Pete317 has beaten me to the punch with that bit about the dodgy graph. But I'd add another comment on that point. The two y scales both refer to CO2 but, as Pete said, do so in different terms - ppmv for atmospheric levels and gigatonnes for anthropogenic emissions. I can't see any reason not to express them both in the same units unless it's to assist you in getting across the image you wish to present - AKA how you spin it.
Here's a graph I did a while ago (sources Mauna Loa CO2 measurements by Keeling et al and anthropogenic emissions by Marland et al):
It's fairly typical of the sort of graph you see in AGW scare stories in the media in that the two trends are nicely lined up to show an apparent correlation.
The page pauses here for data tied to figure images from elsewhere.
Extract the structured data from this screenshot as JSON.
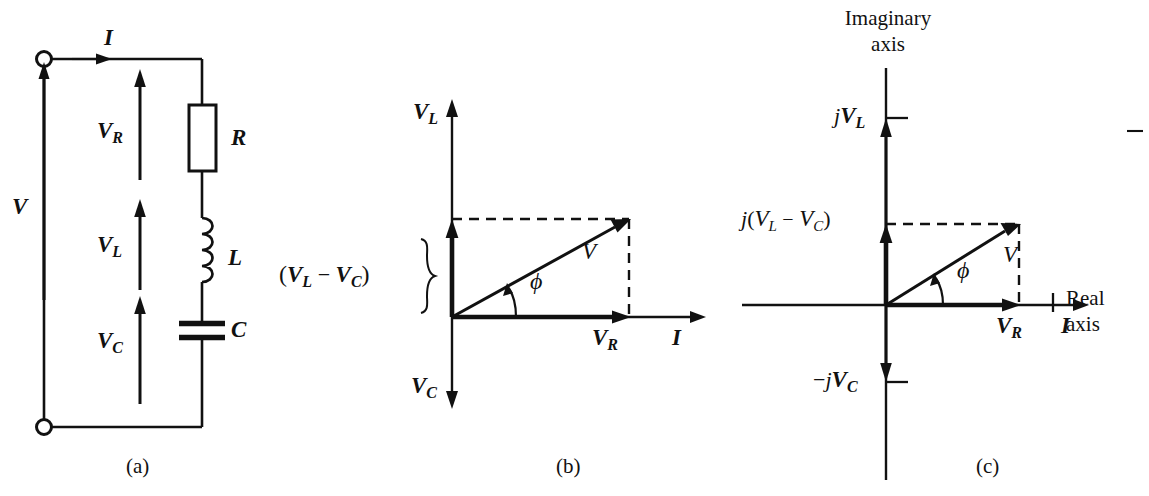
{
  "figure": {
    "kind": "three-panel electrical engineering figure",
    "background_color": "#ffffff",
    "ink_color": "#111111",
    "captions": [
      {
        "id": "a",
        "text": "(a)"
      },
      {
        "id": "b",
        "text": "(b)"
      },
      {
        "id": "c",
        "text": "(c)"
      }
    ]
  },
  "panel_a": {
    "caption": "(a)",
    "title": "series RLC circuit",
    "source_label": {
      "base": "V",
      "sub": ""
    },
    "current_label": {
      "base": "I",
      "sub": ""
    },
    "voltage_labels": [
      {
        "base": "V",
        "sub": "R"
      },
      {
        "base": "V",
        "sub": "L"
      },
      {
        "base": "V",
        "sub": "C"
      }
    ],
    "component_labels": [
      {
        "base": "R",
        "sub": "",
        "name": "resistor"
      },
      {
        "base": "L",
        "sub": "",
        "name": "inductor"
      },
      {
        "base": "C",
        "sub": "",
        "name": "capacitor"
      }
    ],
    "terminals": 2
  },
  "panel_b": {
    "caption": "(b)",
    "title": "phasor diagram",
    "vertical_axis_top_label": {
      "base": "V",
      "sub": "L"
    },
    "vertical_axis_bottom_label": {
      "base": "V",
      "sub": "C"
    },
    "horizontal_axis_label": {
      "base": "I",
      "sub": ""
    },
    "resistive_label": {
      "base": "V",
      "sub": "R"
    },
    "resultant_label": {
      "base": "V",
      "sub": ""
    },
    "angle_label": "ϕ",
    "brace_label": {
      "open": "(",
      "first": {
        "base": "V",
        "sub": "L"
      },
      "operator": "−",
      "second": {
        "base": "V",
        "sub": "C"
      },
      "close": ")"
    }
  },
  "panel_c": {
    "caption": "(c)",
    "title": "complex plane representation",
    "imaginary_axis_label": "Imaginary\naxis",
    "imaginary_axis_label_line1": "Imaginary",
    "imaginary_axis_label_line2": "axis",
    "real_axis_label_line1": "Real",
    "real_axis_label_line2": "axis",
    "tick_labels": [
      {
        "id": "jvl",
        "prefix": "j",
        "base": "V",
        "sub": "L",
        "sign": ""
      },
      {
        "id": "njvc",
        "prefix": "j",
        "base": "V",
        "sub": "C",
        "sign": "−"
      }
    ],
    "difference_label": {
      "prefix": "j",
      "open": "(",
      "first": {
        "base": "V",
        "sub": "L"
      },
      "operator": "−",
      "second": {
        "base": "V",
        "sub": "C"
      },
      "close": ")"
    },
    "resistive_label": {
      "base": "V",
      "sub": "R"
    },
    "current_label": {
      "base": "I",
      "sub": ""
    },
    "resultant_label": {
      "base": "V",
      "sub": ""
    },
    "angle_label": "ϕ"
  }
}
All I did differently was to convert ppmv into gigatonnes for atmospheric CO2, and as it happened Excel lined up the trendlines just so without me having to play with the scales. Which is what I did next:
Even leaving the supressed zero alone and just stretching the emssions scale from 10 to 30 gigatonnes presents a different picture. By the time you present the data honestly, i.e. no supressed zero, same units and same scale you end up with this:
By this stage I had to remove the trendline for emissions since it was hiding the X axis, but the X axis is so close to the trend anyway it doesn't make a lot of difference.
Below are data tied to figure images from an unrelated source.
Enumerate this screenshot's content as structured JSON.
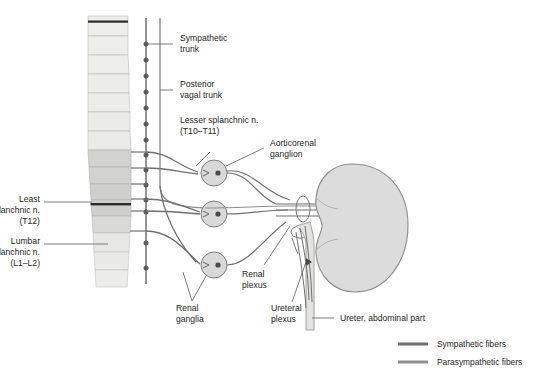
{
  "figure": {
    "type": "anatomical-diagram"
  },
  "colors": {
    "background": "#ffffff",
    "vertebra_light": "#eeeeec",
    "vertebra_mid": "#d6d6d4",
    "vertebra_dark": "#c2c2c0",
    "vertebra_band": "#2b2b2b",
    "kidney_fill": "#dcdcdc",
    "kidney_stroke": "#8c8c8c",
    "ganglion_fill": "#d9d9d9",
    "ganglion_stroke": "#6e6e6e",
    "sympathetic": "#6f6f6f",
    "parasympathetic": "#8f8f8f",
    "leader_line": "#5a5a5a",
    "text": "#231f20"
  },
  "labels": {
    "sympathetic_trunk": {
      "line1": "Sympathetic",
      "line2": "trunk"
    },
    "posterior_vagal_trunk": {
      "line1": "Posterior",
      "line2": "vagal trunk"
    },
    "lesser_splanchnic": {
      "line1": "Lesser splanchnic n.",
      "line2": "(T10–T11)"
    },
    "aorticorenal_ganglion": {
      "line1": "Aorticorenal",
      "line2": "ganglion"
    },
    "least_splanchnic": {
      "line1": "Least",
      "line2": "splanchnic n.",
      "line3": "(T12)"
    },
    "lumbar_splanchnic": {
      "line1": "Lumbar",
      "line2": "splanchnic n.",
      "line3": "(L1–L2)"
    },
    "renal_ganglia": {
      "line1": "Renal",
      "line2": "ganglia"
    },
    "renal_plexus": {
      "line1": "Renal",
      "line2": "plexus"
    },
    "ureteral_plexus": {
      "line1": "Ureteral",
      "line2": "plexus"
    },
    "ureter": {
      "line1": "Ureter, abdominal part"
    }
  },
  "legend": {
    "items": [
      {
        "label": "Sympathetic fibers",
        "color": "#6f6f6f"
      },
      {
        "label": "Parasympathetic fibers",
        "color": "#8f8f8f"
      }
    ]
  },
  "structures": {
    "vertebral_column": "vertebral-column",
    "kidney": "kidney",
    "ureter": "ureter",
    "ganglia_count": 3,
    "sympathetic_trunk_ganglia_count": 13
  }
}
The data is all the same, but presented this way it wouldn't scare anybody, and IMO that's what a lot of this sort of thing is about. Why use graphs like the first one if you're sure you're right? Unless it's to scare the public into giving their unquestioning support (and their money

been there, which is at least part of the reason I'm such a sceptic now).
Edit: incidentally, does anyone know what proxy was used for the atmosphreic CO2 in that CDIAC graph on the page stevei linked to? I've got emissions esitmates going back to 1750 but I'm using the Mauna Loa atmospheric ones for CO2, which is why my graphs only go back to 1959. I've always wanted to make a bigger graph with the Marland data. I'm also interested to find out if, as Pete suggests, they've got two data series on one line there or if they've used the pre-1959 CO2 proxy for the latter half of the C20th as well.
Edit: actually it looks like an ice core (probably
Stiple Station in Antarctica judging from the dates) rather than a proxy, in which case it certainly looks like some of the Manua Loa or similar data has been tacked on there.